Benchmark methodology
How Forest builds peer cohorts by industry and size and computes a stable, traceable comparison average.
Last updated June 1, 2026
Benchmarking only helps if the comparison is fair. Forest builds peer cohorts deliberately so that your Industry Score reflects organizations facing conditions like yours, not an arbitrary cross-section of every program in the data.
How cohorts are built
Forest groups organizations by industry and by size band. Industry matters because regulatory pressure and threat profile differ sharply across sectors. Size matters because a small team and a large enterprise operate under different resourcing and complexity, and comparing across that line distorts the result.
Within a cohort, the Forest Intelligence Service computes an average that serves as the comparison baseline. Because FIS is deterministic, the same cohort and the same inputs always produce the same benchmark, and every comparison can be traced back to the values that formed it.
How to read the result
Your standing is expressed as a comparison against the cohort average. The difference is a peer delta, a performance difference rather than a deficiency in your program. Use it to find where you lead or trail relative to similar organizations, then decide whether that position is acceptable given your own targets.
Cohort comparisons describe the group, not any individual member. You cannot infer a specific peer's posture from the average, by design.
Why it matters
A well-constructed cohort tells you whether a low score reflects your program or your sector. The privacy controls that make cohort participation safe are covered in peer comparison privacy.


Problem to work on> Find the lines in the material below that include the word "Inbox", count them, and give that count alone.

Records>
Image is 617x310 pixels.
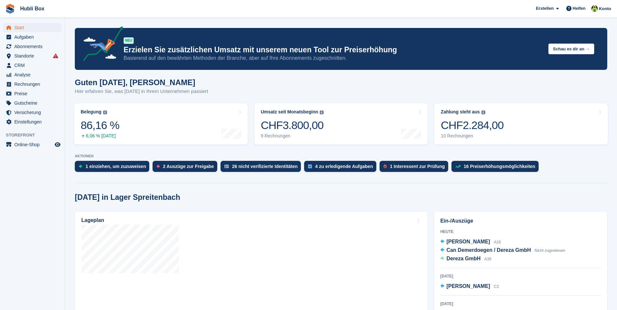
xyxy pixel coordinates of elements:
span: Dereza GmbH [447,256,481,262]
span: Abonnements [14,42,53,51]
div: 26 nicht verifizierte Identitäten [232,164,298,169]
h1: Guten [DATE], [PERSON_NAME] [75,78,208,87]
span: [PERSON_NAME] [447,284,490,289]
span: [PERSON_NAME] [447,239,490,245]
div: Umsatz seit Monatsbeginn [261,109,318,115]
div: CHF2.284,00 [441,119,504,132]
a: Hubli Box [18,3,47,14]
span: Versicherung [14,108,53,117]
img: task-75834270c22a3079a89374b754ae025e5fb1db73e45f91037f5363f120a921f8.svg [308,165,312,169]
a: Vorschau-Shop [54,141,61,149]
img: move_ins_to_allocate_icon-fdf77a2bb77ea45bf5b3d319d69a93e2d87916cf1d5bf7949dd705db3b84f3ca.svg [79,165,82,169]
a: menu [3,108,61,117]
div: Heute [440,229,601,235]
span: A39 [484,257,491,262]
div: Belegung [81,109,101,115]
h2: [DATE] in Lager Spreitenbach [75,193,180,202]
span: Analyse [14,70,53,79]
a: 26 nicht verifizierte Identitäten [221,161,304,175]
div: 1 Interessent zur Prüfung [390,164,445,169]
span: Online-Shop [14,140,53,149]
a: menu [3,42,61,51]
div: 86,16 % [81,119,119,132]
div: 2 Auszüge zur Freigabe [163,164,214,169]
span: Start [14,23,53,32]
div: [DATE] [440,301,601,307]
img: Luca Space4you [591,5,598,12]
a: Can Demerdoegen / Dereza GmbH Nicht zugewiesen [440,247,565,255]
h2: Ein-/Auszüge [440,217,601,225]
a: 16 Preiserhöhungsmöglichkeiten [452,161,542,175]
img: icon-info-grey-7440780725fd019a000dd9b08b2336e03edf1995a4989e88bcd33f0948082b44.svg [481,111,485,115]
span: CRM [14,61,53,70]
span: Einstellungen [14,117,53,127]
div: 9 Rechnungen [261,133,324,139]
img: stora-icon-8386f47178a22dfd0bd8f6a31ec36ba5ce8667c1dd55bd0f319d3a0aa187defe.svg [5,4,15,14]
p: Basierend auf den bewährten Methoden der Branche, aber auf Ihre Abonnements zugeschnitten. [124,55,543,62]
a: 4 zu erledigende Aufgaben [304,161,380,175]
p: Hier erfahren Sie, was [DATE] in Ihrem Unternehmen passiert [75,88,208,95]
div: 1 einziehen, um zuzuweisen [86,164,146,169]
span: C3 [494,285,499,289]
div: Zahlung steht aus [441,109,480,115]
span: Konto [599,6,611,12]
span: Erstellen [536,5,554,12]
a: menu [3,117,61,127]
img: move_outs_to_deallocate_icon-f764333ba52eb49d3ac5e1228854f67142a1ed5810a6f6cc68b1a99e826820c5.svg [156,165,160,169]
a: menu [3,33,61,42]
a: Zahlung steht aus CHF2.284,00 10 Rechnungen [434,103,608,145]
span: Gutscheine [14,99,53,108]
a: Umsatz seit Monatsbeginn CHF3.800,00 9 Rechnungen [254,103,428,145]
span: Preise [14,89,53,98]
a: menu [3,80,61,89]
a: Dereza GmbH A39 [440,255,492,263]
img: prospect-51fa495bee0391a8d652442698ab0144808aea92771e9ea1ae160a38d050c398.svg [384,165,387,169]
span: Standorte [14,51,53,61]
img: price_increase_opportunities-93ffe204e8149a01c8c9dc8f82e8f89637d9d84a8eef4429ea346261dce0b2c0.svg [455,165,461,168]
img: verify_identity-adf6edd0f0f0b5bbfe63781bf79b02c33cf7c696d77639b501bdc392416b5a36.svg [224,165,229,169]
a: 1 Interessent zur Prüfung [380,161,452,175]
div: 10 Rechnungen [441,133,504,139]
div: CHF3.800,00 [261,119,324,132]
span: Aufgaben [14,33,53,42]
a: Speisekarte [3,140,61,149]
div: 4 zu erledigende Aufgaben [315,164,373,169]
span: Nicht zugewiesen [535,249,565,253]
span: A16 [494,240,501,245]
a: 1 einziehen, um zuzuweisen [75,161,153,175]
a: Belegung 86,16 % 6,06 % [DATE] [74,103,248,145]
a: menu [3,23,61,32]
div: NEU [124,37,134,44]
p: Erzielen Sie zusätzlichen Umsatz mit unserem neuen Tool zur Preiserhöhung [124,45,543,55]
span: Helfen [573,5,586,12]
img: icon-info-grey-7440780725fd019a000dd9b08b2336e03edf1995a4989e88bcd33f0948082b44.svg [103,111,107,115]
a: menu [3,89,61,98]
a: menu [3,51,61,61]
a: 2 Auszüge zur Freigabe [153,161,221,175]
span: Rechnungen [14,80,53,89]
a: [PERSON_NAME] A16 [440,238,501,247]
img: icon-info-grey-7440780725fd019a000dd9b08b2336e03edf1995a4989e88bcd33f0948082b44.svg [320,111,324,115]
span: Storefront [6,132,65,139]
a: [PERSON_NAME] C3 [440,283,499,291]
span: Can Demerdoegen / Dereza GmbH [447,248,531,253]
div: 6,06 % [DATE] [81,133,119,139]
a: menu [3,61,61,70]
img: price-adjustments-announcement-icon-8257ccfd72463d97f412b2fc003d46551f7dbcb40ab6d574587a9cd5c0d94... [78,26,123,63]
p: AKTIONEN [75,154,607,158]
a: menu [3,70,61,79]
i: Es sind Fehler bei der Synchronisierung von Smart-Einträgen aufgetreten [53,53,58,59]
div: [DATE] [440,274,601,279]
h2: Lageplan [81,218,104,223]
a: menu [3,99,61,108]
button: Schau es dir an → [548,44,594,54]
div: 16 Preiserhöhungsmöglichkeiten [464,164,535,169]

...

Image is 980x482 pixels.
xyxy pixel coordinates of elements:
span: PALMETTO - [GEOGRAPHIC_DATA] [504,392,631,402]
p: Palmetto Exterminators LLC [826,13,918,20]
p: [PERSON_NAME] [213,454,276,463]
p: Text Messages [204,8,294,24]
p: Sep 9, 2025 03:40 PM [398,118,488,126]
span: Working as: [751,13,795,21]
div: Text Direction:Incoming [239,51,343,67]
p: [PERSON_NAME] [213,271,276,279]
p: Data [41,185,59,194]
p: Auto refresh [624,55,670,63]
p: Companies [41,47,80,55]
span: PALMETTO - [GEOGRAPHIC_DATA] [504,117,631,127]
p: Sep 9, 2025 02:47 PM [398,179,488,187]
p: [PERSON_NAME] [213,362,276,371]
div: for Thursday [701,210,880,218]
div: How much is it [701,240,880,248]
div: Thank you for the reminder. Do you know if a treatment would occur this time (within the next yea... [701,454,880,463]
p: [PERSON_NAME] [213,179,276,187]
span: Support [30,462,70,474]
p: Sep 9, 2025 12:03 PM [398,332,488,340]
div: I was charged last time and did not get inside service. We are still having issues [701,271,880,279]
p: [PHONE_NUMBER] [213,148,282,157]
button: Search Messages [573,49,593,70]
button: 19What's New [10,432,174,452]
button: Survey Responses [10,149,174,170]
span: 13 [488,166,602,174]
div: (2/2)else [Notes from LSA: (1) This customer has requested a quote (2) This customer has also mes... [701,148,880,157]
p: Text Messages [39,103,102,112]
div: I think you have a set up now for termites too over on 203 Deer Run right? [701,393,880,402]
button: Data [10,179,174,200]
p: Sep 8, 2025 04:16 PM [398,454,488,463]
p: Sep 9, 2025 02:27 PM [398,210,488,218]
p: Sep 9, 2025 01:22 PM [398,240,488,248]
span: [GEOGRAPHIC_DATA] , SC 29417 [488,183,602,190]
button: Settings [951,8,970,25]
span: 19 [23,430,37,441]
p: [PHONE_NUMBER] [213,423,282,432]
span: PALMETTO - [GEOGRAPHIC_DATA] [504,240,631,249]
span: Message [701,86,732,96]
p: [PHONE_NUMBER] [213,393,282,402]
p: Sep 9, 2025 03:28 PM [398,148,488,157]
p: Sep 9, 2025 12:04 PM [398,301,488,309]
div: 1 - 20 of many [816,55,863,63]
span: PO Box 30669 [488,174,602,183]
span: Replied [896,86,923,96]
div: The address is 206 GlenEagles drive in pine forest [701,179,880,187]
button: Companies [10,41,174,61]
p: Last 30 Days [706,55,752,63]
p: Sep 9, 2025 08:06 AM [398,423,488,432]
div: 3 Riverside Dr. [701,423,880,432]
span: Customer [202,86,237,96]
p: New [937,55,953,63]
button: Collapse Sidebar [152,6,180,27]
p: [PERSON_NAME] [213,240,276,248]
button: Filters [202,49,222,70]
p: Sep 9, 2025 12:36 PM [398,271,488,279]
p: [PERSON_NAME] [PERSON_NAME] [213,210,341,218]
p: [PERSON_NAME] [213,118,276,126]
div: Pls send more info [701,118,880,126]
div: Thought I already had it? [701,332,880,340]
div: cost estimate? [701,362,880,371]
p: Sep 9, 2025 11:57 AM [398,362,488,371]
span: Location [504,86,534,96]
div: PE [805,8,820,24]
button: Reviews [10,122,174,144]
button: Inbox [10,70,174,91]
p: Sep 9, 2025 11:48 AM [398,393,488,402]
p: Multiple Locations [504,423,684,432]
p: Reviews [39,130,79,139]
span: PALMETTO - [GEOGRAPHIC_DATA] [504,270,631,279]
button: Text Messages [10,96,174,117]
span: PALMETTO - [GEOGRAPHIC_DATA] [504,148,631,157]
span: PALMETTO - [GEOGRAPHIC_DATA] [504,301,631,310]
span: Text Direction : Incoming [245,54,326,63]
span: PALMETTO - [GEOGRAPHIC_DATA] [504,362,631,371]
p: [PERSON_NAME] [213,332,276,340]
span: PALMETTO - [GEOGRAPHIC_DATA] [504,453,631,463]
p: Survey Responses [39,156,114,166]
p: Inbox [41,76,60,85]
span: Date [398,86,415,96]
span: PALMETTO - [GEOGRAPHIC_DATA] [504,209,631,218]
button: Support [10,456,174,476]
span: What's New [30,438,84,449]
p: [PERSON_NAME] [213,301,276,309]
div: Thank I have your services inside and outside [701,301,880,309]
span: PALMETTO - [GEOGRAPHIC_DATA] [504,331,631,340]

Task response> 2